There was a knock on the dressing room door. Was Dolly
still
up? Did that girl take no time for herself?

“Come in,” Lily called.

But it was not Dolly. It was Neville, looking very handsome in a long brocaded blue dressing gown. Lily remembered him saying that he had looked in on her earlier in the day while she was sleeping. She caught her lower lip between her teeth, remembering her wedding night. But almost simultaneously she recalled with a stabbing of pain that this was to have been his wedding night with someone else.

“Lily,” he asked her, “do you have everything you need?”

She nodded.

“Are you … all right?” He looked searchingly at her.

She nodded again.

“It has been a difficult day for you,” he said. “Perhaps tomorrow will be easier.”

“Do you love her?” she couldn’t help but blurt out. She stared at him, wishing she could recall the words, wishing she could stop herself from feeling hurt that the answer might be yes. All the time she had been with Manuel and the partisans, clinging to the hope of one day returning to
the man who had married her, he had been courting another woman, perhaps falling in love with her. All the time she had been making her difficult journey, with only the thought of reaching him sustaining her, he had been planning a marriage with someone else.

He clasped his hands at his back and regarded her gravely. “We grew up together,” he said. “She lived here at the abbey with us. Her mother is married to my uncle, my father’s brother, but Lauren was the child of a previous marriage. We were intended for each other from infancy. I have always been very fond of her. After my return from the Peninsula a marriage between us seemed the logical step to take.”

“You were promised to someone else when you married me?” she asked him.

“No,” he said. “Not really. I was rebelling against my lot in life. Even we privileged aristocrats do that, Lily. I had advised her not to wait for me.”

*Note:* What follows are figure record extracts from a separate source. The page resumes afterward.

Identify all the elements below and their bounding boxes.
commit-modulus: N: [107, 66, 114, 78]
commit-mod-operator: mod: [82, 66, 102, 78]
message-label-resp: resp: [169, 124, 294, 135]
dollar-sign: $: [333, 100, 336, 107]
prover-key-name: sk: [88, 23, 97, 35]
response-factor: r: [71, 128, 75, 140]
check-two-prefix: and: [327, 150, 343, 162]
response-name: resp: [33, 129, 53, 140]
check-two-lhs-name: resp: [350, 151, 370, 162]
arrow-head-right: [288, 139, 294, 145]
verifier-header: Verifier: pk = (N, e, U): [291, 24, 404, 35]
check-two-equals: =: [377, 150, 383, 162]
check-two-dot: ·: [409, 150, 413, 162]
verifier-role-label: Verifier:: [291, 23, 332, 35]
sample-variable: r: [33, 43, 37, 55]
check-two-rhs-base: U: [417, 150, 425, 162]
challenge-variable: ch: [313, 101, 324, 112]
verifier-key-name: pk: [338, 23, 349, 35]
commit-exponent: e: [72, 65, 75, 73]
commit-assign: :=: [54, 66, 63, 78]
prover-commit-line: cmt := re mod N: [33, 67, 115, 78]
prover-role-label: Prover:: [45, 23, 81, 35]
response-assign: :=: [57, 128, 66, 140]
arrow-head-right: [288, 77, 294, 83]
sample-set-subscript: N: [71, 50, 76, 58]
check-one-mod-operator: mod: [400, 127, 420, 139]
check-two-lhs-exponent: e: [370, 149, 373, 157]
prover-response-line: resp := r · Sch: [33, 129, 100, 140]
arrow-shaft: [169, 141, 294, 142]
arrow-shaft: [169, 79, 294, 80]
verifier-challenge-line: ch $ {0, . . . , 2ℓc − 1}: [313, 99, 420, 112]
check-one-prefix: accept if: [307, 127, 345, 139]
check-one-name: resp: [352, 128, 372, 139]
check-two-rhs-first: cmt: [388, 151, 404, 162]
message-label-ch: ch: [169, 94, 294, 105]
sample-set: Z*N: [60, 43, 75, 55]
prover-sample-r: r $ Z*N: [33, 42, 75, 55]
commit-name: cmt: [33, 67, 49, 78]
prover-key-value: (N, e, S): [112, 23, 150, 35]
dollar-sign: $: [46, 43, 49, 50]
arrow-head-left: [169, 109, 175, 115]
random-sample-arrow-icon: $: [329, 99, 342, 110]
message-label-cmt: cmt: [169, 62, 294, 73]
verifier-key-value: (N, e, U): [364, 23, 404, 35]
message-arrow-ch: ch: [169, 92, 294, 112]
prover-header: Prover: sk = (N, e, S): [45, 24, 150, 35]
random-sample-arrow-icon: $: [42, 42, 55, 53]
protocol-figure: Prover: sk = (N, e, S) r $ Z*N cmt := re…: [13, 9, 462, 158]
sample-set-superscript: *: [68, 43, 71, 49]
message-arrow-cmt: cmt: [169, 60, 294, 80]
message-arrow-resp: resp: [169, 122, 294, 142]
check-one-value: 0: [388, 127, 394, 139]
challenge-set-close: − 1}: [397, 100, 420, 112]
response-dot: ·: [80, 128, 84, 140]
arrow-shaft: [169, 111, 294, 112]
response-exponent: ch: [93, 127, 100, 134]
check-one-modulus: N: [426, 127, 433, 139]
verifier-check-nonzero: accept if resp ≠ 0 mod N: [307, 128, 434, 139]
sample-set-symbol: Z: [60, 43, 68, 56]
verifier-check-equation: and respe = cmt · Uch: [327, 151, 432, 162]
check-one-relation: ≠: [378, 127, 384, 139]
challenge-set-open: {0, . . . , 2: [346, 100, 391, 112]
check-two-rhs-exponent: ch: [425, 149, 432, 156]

“Was I part of your rebellion, then?” she asked him, realizing that there could surely not be a more magnificent snub to his former life, to his parents, than marrying a sergeant’s daughter.

“No, Lily.” He was frowning at her. “No, you were not. I married you because there was a need to do so, because I had made a promise to your father. And because I wanted to.”

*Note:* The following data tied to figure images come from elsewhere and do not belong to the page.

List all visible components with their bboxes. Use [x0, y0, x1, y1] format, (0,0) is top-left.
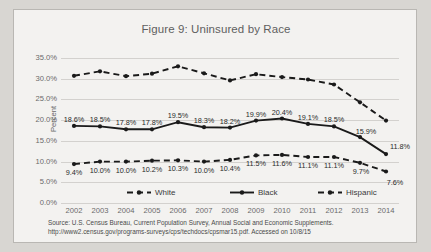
data-point: [150, 159, 154, 163]
x-axis-tick-label: 2009: [248, 206, 265, 215]
data-point: [150, 72, 154, 76]
legend-item-white[interactable]: White: [126, 186, 175, 199]
data-point: [384, 152, 388, 156]
data-point: [280, 153, 284, 157]
legend-swatch-black: [229, 188, 255, 197]
data-point: [202, 125, 206, 129]
y-axis-tick-label: 35.0%: [11, 53, 57, 62]
y-axis-tick-label: 25.0%: [11, 94, 57, 103]
x-axis-tick-label: 2002: [66, 206, 83, 215]
legend-swatch-white: [126, 188, 152, 197]
data-label-black: 18.6%: [64, 115, 85, 124]
data-label-white: 9.7%: [353, 167, 370, 176]
chart-legend: WhiteBlackHispanic: [61, 186, 399, 199]
x-axis-tick-label: 2006: [170, 206, 187, 215]
source-line-2: http://www2.census.gov/programs-surveys/…: [48, 227, 398, 236]
data-label-black: 18.2%: [220, 117, 241, 126]
data-point: [228, 78, 232, 82]
legend-label: Hispanic: [346, 188, 377, 197]
data-label-black: 18.5%: [90, 115, 111, 124]
data-label-white: 11.6%: [272, 159, 292, 168]
data-label-white: 11.5%: [246, 159, 266, 168]
data-point: [124, 74, 128, 78]
data-point: [72, 74, 76, 78]
data-label-black: 19.1%: [298, 113, 319, 122]
data-point: [228, 158, 232, 162]
data-point: [384, 169, 388, 173]
x-axis-tick-label: 2014: [378, 206, 395, 215]
x-axis-tick-label: 2005: [144, 206, 161, 215]
data-label-black: 17.8%: [116, 118, 137, 127]
plot-area: 0.0%5.0%10.0%15.0%20.0%25.0%30.0%35.0% P…: [61, 58, 399, 203]
data-point: [254, 72, 258, 76]
data-label-white: 10.4%: [220, 164, 241, 173]
x-axis-ticks: 2002200320042005200620072008200920102011…: [61, 206, 399, 218]
x-axis-tick-label: 2007: [196, 206, 213, 215]
data-label-white: 10.0%: [90, 166, 111, 175]
y-axis-tick-label: 0.0%: [11, 198, 57, 207]
data-point: [358, 161, 362, 165]
data-point: [72, 124, 76, 128]
data-point: [306, 77, 310, 81]
y-axis-tick-label: 5.0%: [11, 177, 57, 186]
data-label-white: 10.0%: [194, 166, 215, 175]
data-point: [306, 155, 310, 159]
x-axis-tick-label: 2012: [326, 206, 343, 215]
data-point: [176, 64, 180, 68]
data-label-black: 19.9%: [246, 110, 267, 119]
source-note: Source: U.S. Census Bureau, Current Popu…: [48, 218, 398, 236]
page-title: Figure 9: Uninsured by Race: [14, 23, 418, 35]
data-label-white: 11.1%: [324, 161, 344, 170]
data-point: [358, 100, 362, 104]
data-point: [98, 69, 102, 73]
data-point: [306, 122, 310, 126]
x-axis-tick-label: 2004: [118, 206, 135, 215]
data-label-black: 15.9%: [356, 127, 377, 136]
data-point: [280, 116, 284, 120]
data-label-black: 20.4%: [272, 108, 293, 117]
legend-item-black[interactable]: Black: [229, 186, 278, 199]
data-label-black: 17.8%: [142, 118, 163, 127]
x-axis-tick-label: 2013: [352, 206, 369, 215]
legend-label: White: [155, 188, 175, 197]
figure-card: Figure 9: Uninsured by Race 0.0%5.0%10.0…: [13, 9, 417, 243]
data-point: [124, 160, 128, 164]
data-point: [332, 124, 336, 128]
data-label-white: 10.3%: [168, 164, 189, 173]
legend-label: Black: [258, 188, 278, 197]
data-point: [98, 124, 102, 128]
data-point: [124, 127, 128, 131]
data-label-black: 11.8%: [390, 142, 410, 151]
y-axis-tick-label: 10.0%: [11, 157, 57, 166]
data-point: [150, 127, 154, 131]
y-axis-tick-label: 30.0%: [11, 74, 57, 83]
data-point: [176, 120, 180, 124]
x-axis-tick-label: 2010: [274, 206, 291, 215]
data-point: [254, 119, 258, 123]
data-point: [332, 82, 336, 86]
x-axis-tick-label: 2011: [300, 206, 316, 215]
data-label-black: 18.5%: [324, 115, 345, 124]
series-line-hispanic: [74, 66, 386, 120]
y-axis-title: Percent: [49, 106, 58, 132]
data-label-white: 10.2%: [142, 165, 163, 174]
data-point: [202, 71, 206, 75]
y-axis-tick-label: 15.0%: [11, 136, 57, 145]
data-point: [384, 119, 388, 123]
legend-swatch-hispanic: [317, 188, 343, 197]
data-label-white: 10.0%: [116, 166, 137, 175]
source-line-1: Source: U.S. Census Bureau, Current Popu…: [48, 218, 398, 227]
data-point: [254, 153, 258, 157]
legend-item-hispanic[interactable]: Hispanic: [317, 186, 377, 199]
x-axis-tick-label: 2003: [92, 206, 109, 215]
data-point: [202, 160, 206, 164]
data-label-white: 9.4%: [66, 168, 83, 177]
data-label-white: 11.1%: [298, 161, 318, 170]
data-point: [228, 126, 232, 130]
data-point: [98, 160, 102, 164]
gridline: [61, 203, 399, 204]
series-lines: [61, 58, 399, 203]
data-label-black: 19.5%: [168, 111, 189, 120]
data-point: [332, 155, 336, 159]
data-point: [280, 75, 284, 79]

Yes. It was true. She must not start to believe that there had been any cynicism in his choice of her. He had married her because he was a kind and honorable man. And because he had wanted to. What did that mean?

“But all the time you remained fond of her,” she said.

“Yes, Lily.”

It had not escaped her notice that he had not really answered her original question. Did he
love
the woman
called Lauren’? Did he realize now what a dreadful mistake he had made in marrying
her
even though he had wanted to in a moment of impulse?

“And today you would have married her,” she said.

“Yes.” He had not looked away from her. “I have known her all my life, Lily. She waited for me. My father died and I returned to my responsibilities here. One of my duties was to marry so that the abbey would have a countess. And to beget children, in particular an heir. My life of rebellion was over. And you were dead.”